House debates

Thursday, 21 June 2012

Adjournment

Carbon Pricing

12:41 pm

Photo of Ken WyattKen Wyatt (Hasluck, Liberal Party) Share this | | Hansard source

I rise to talk about the semantics of a carbon price or a carbon tax. I speak on the issue of carbon prices touted by government ministers and members to justify their argument on what is really a carbon tax. The Australian public within my electorate is not fooled by the current terminology. They see it as a tax. If we consider the Oxford dictionary definition of the two terms 'price' and 'tax', for 'price' as a noun it says:

The amount of money expected, required or given in payment for something: land could be sold for a high price;house prices have fallen [mass noun]: large cars are dropping in price.

It is also a term to use in the odds in betting. It also has archaic value:

worth: the parable of the pearl of great price.

It is also:

an unwelcome experience or action undergone or done as a condition of achieving an objective: the price of their success was an entire day spent in discussion.

But, if we look at the verb, it says:

decide the amount required as payment for (something offered for sale): the watches are priced at £55.

Or it is a price label or it is a price determined for sale. Yet in the carbon tax debate or the carbon pricing debate, I hear not the opportunity of what you sell carbon for in that traditional sense of the definition but certainly as an economy-wide imposition of a 'price' as a way of increasing government revenue. Whereas the word 'tax' as a noun conveys the following:

a compulsory contribution to state—

or government—

revenue, levied by the government on workers' income and business profits, or added to the cost of some goods, services, and transactions: higher taxes will dampen consumer spending, a tax on fuel [mass noun]: they will have to pay tax on interest earned by savings [as modifier]: a tax bill [as modifier]: tax cuts.

When we talk about pricing in terms of carbon this definition fits more comfortably in the context of the legislation that is being presented to the parliament, more as a tax as opposed to a pricing. In the singular:

a strain or heavy demand: a heavy tax on the reader's attention.

And it has many other meanings in terms of its application. But the carbon tax will commence on 1 July and will be charged at $23 a tonne of carbon emitted. It will go up each year and, by 2020, Australians will have to pay $37 a tonne, and by 2050 we will be expected to pay $350 a tonne. It is not within the scope of price—that is, somebody selling that carbon or selling that imposition. It is really a whole-of-government approach to an economic process and to the economy that has an impact on all transactions at various points within our economy, within our social life and within our daily living. I talk to businesses within my own electorate, including local government, and all of them anticipate that this 'price' will be taxed and they will have to find funding to pay for the imposition of the carbon pricing, which will then in turn flow to their consumers. It will also make heavy demands in terms of the way in which business transactions are done. The Oxford dictionary also provides the following definition:

Origin:

Middle English (also in the sense 'estimate or determine the amount of a penalty or damages', surviving in tax (sense 4 of the verb)): from Old French taxer, from Latin taxare 'to censure, charge, compute', perhaps from Greek tassein 'fix'.

So the carbon price is fixed. It is universal across the economy. It is part of a way of life that we all have to accept. So the government are not really charging a price; they are raising a tax. Members when they talk of a 'price' should honestly talk about it being a tax.

It is interesting when you are sitting in question time and you listen and you interact. You hear the term 'pricing' but we never hear the term 'tax' come out of the mouths of our colleagues on the other side of the House. But if we take the definitions, in a sense, we have to admit that semantics of a word are problematic and what we need to look at is the fact that it is a tax and it will impact on every Australian to increase the cost of living.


DIRECTIONS FOR THIS TASK:
Do any lines in the data below contain "bill"? If so, copy every one of them.

(Entries taken from a collection)
*** Begin section ***

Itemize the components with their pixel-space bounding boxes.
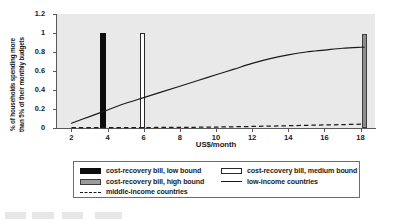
- legend-swatch-black-bar: [80, 168, 101, 174]
- y-tick-label: 1: [5, 28, 45, 37]
- chart-figure: % of households spending more than 5% of…: [0, 0, 393, 220]
- x-tick-mark: [361, 128, 362, 132]
- x-tick-mark: [252, 128, 253, 132]
- legend-item-cost-recovery-low: cost-recovery bill, low bound: [80, 167, 201, 175]
- y-tick-label: 0: [5, 123, 45, 132]
- x-tick-mark: [288, 128, 289, 132]
- x-tick-mark: [324, 128, 325, 132]
- y-tick-label: 0.2: [5, 104, 45, 113]
- y-tick-label: 1.2: [5, 9, 45, 18]
- low-income-countries-line: [71, 47, 364, 123]
- legend-label: cost-recovery bill, low bound: [106, 167, 201, 175]
- legend-item-cost-recovery-medium: cost-recovery bill, medium bound: [221, 167, 357, 175]
- legend-swatch-dashed-line: [80, 189, 101, 195]
- legend-swatch-gray-bar: [80, 179, 101, 185]
- plot-area: 00.20.40.60.811.2 24681012141618: [57, 14, 375, 128]
- y-tick-label: 0.6: [5, 66, 45, 75]
- x-tick-mark: [144, 128, 145, 132]
- legend-label: cost-recovery bill, medium bound: [247, 167, 357, 175]
- x-tick-mark: [108, 128, 109, 132]
- y-tick-label: 0.4: [5, 85, 45, 94]
- chart-legend: cost-recovery bill, low bound cost-recov…: [73, 161, 360, 198]
- legend-label: low-income countries: [247, 178, 318, 186]
- line-series-group: [57, 14, 375, 128]
- legend-label: cost-recovery bill, high bound: [106, 178, 204, 186]
- cropped-caption-text: [5, 212, 155, 219]
- x-axis-title: US$/month: [57, 140, 375, 149]
- y-tick-label: 0.8: [5, 47, 45, 56]
- legend-label: middle-income countries: [106, 188, 188, 196]
- legend-item-cost-recovery-high: cost-recovery bill, high bound: [80, 178, 204, 186]
- y-tick-mark: [53, 128, 57, 129]
- x-tick-mark: [71, 128, 72, 132]
- legend-swatch-solid-line: [221, 179, 242, 185]
- legend-item-middle-income: middle-income countries: [80, 188, 188, 196]
- middle-income-countries-line: [71, 124, 364, 128]
- legend-swatch-white-bar: [221, 168, 242, 174]
- x-tick-mark: [216, 128, 217, 132]
- legend-item-low-income: low-income countries: [221, 178, 318, 186]
- x-tick-mark: [180, 128, 181, 132]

*** End section ***

RESPONSE FOR THIS EXERCISE:
- legend-item-cost-recovery-low: cost-recovery bill, low bound: [80, 167, 201, 175]
- legend-label: cost-recovery bill, low bound: [106, 167, 201, 175]
- legend-item-cost-recovery-medium: cost-recovery bill, medium bound: [221, 167, 357, 175]
- legend-label: cost-recovery bill, medium bound: [247, 167, 357, 175]
- chart-legend: cost-recovery bill, low bound cost-recov…: [73, 161, 360, 198]
- legend-label: cost-recovery bill, high bound: [106, 178, 204, 186]
- legend-item-cost-recovery-high: cost-recovery bill, high bound: [80, 178, 204, 186]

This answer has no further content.